After a poor 2016 and a slow start to 2017, biotech IPOs have started to pick up in recent months, and amid the ASCO madness two upstarts are looking to make their offering.
First up is Novartis, Lilly and Roche-backed Aileron, named after the French for “little wing” (and more known in aeronautical circles), and the older of the two having been founded back in 2006 and based in Cambridge, Massachusetts.
The biotech is targeting a range of cancers using stapled peptides, and filed on Friday with the SEC to raise up to $69 million, with plans to list on the Nasdaq under the symbol "ALRN." Pricing terms are yet to be made public.
Its lead product candidate is ALRN-6924, which targets the tumor suppressor p53 for the treatment of a variety of cancers.
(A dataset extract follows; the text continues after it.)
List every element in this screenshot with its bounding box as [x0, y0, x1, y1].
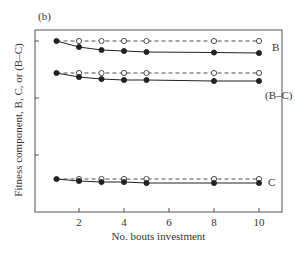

The experimental therapy is currently being tested across several trials, and works by reactivating p53-mediated tumor suppression by targeting the two primary p53 suppressor proteins, MDMX and MDM2.
There is a phase 1 in advanced solid tumors or lymphomas, as well as phase 2a in peripheral T-cell lymphoma, with other early stage test in other blood cancers.
As of the beginning of May this year, the company had given ALRN-6924 to 95 cancer patients, and of the 62 evaluable in its phase 1 trial for advanced solid tumors or lymphomas, just under half (30 patients) showed disease control, consisting of 2 patients who achieved complete responses, 2 patients who achieved partial responses, and 26 patients who achieved stable disease, with 46% of stable disease patients experiencing shrinkage of the tumor.
The company, a 2009 Fierce 15 winner, says in its SEC filing: “We believe that by using our proprietary stapled peptide drug platform, we can develop first-in-class molecules, like ALRN-6924, that contain a novel set of properties. As such, our stapled peptide drugs may be able to address historically undruggable targets and complex mechanisms, such as intracellular protein-protein interactions like p53, that underlie many diseases with high unmet medical need.
“We believe that stapled peptide therapeutics have the potential to become a major class of drugs, like small molecules and monoclonal antibodies, for oncology and other therapeutic areas, and may significantly improve treatment paradigms and clinical outcomes for patients.”
Apple Tree Partners are its current biggest stockholder, with 22.4% ownership, while Novartis’ venture arm is the second at just under 21%. Lilly and Roche’s venture arm are also in on the act, taking a 7.7% and 5.3% stake respectively, with Roche also in 2010 signing a research collaboration with the company.
And then there is the embryonic upstart Dova Pharmaceuticals, founded just last year, which is looking to sell an acquired drug candidate for low blood platelets, and also filed on Friday with the SEC to raise up to $75 million for its initial public offering.
The Durham, NC-based company also plans to list on the Nasdaq, under the symbol $DOVA. No pricing terms here as yet, either.
Its drug candidate, avatrombopag, was in fact bought up from Eisai last year and works as an orally administered thrombopoietin receptor agonist, or TPO-RA, that the biotech is working on for thrombocytopenia.
Getting hold of a later-stage asset has seen it spin quickly through the R&D cycle, and has recently finished off two pivotal phase 3 tests that looked at thrombocytopenia in patients with chronic liver disease. It hit its primary and secondary endpoints in each of these test, setting up its filing with the SEC.
And, based on these results, an NDA is also planned for the FDA in Q3. “We believe that avatrombopag’s efficacy and safety profile in combination with its convenient oral dosing could provide advantages over other treatments for patients with thrombocytopenia,” the company’s management says in the SEC form.
“We believe avatrombopag’s pharmacokinetic profile and pharmacodynamic profile as well as its metabolic characteristics are the core attributes that differentiate it from the currently marketed TPO-RAs and make it a compelling treatment option for patients with thrombocytopenia. To date, avatrombopag has been evaluated in more than 20 clinical trials [from Eisai] involving more than 1,100 subjects and has been observed to be generally well tolerated.
“We believe that avatrombopag may, therefore, have the potential to be used more broadly for patients with thrombocytopenia, including patients without CLD, and we are exploring regulatory and clinical development strategies that would support this expanded use.”
PBM Capital, which bought the drug and created the biotech for it, naturally owns the lion’s share of the company, 84.8%, while Perceptive Life Sciences Master Fund is the second largest with 5.4%.